When 16,000 demonstrators marched in Columbus, Ga., earlier this month to protest U.S. military involvement in torture, they received less national attention than the Thanksgiving Day parade accident in which a giant helium balloon damaged a New York City lamppost and slightly injured two girls. How’s that for media priorities?
Local press offered the best, most extensive, coverage of the protesters, who demanded that the Army shutter its Western Hemisphere Institute for Security Cooperation (formerly the School of the Americas), which trains Latin American military officers at Fort Benning. The (Columbus) Ledger-Enquirer not only ran three separate, well-written and -reported stories (on Nov. 20, “Record number of protesters”; on Nov. 21, “Orderly protest”; and on Nov. 22, “[Arrested] protesters get first day in court”), it put together a slide show series with audio on its Web site that easily matches the best media packages that major dailies and news sites on the Internet have to offer. Take a look at this.
The protest was not completely ignored by the national media. The Associated Press sent its own reporter, and the AP story was used by, among others, The Boston Globe.

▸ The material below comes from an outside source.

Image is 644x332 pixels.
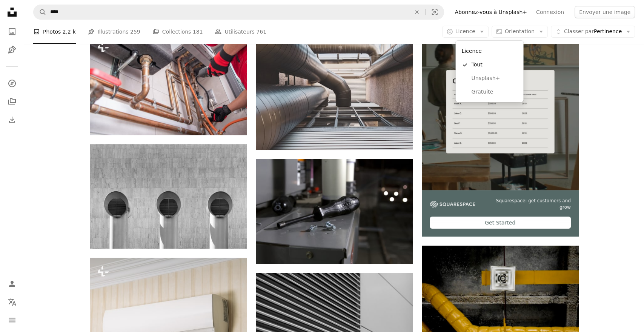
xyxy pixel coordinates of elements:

The New York Times also covered the march, but chose to highlight the town’s and the military’s opposition to it with a Nov. 21 feature that ran under the headline “Annual Protest Draws Ire of Those Supporting Troops.” While it’s true the march has become an annual event, to call these demonstrations “as much a staple of fall as the Alabama-Auburn game,” to quote The Times, is to trivialize what it’s all about. Some critics might call the feature a whitewash.
The protest marches began 16 years ago, timed to coincide with the murders of six Jesuit priests, their housekeeper and her daughter in November 1989 in El Salvador by a death squad that included, according to a congressional investigation, 19 soldiers who had graduated from the School of the Americas. (SOA once even published a torture handbook among its training manuals.)
The military insists that the successor to SOA, which was shut down in 2001, has changed its practices and policies. But as the Just the Facts Web site notes, “WHINSEC is located in the same building and offers many of the same courses,” as the school it replaced. Doug Ireland, who calls himself “an old fan of SOA” wrote about it in the past and made the obvious connection to the torture at Abu Ghraib.
There’s also a notable feature-length documentary out there, “Hidden in Plain Sight,” released in 2003, about the school and U.S. policy in Latin America. Times reviewer Dave Kehr described it as “a sort of anthology of atrocity,” but also called it “a sober, focused piece that asks Americans [unlike the Nov. 21 Times feature] to take another look at what is going on in their own backyard.”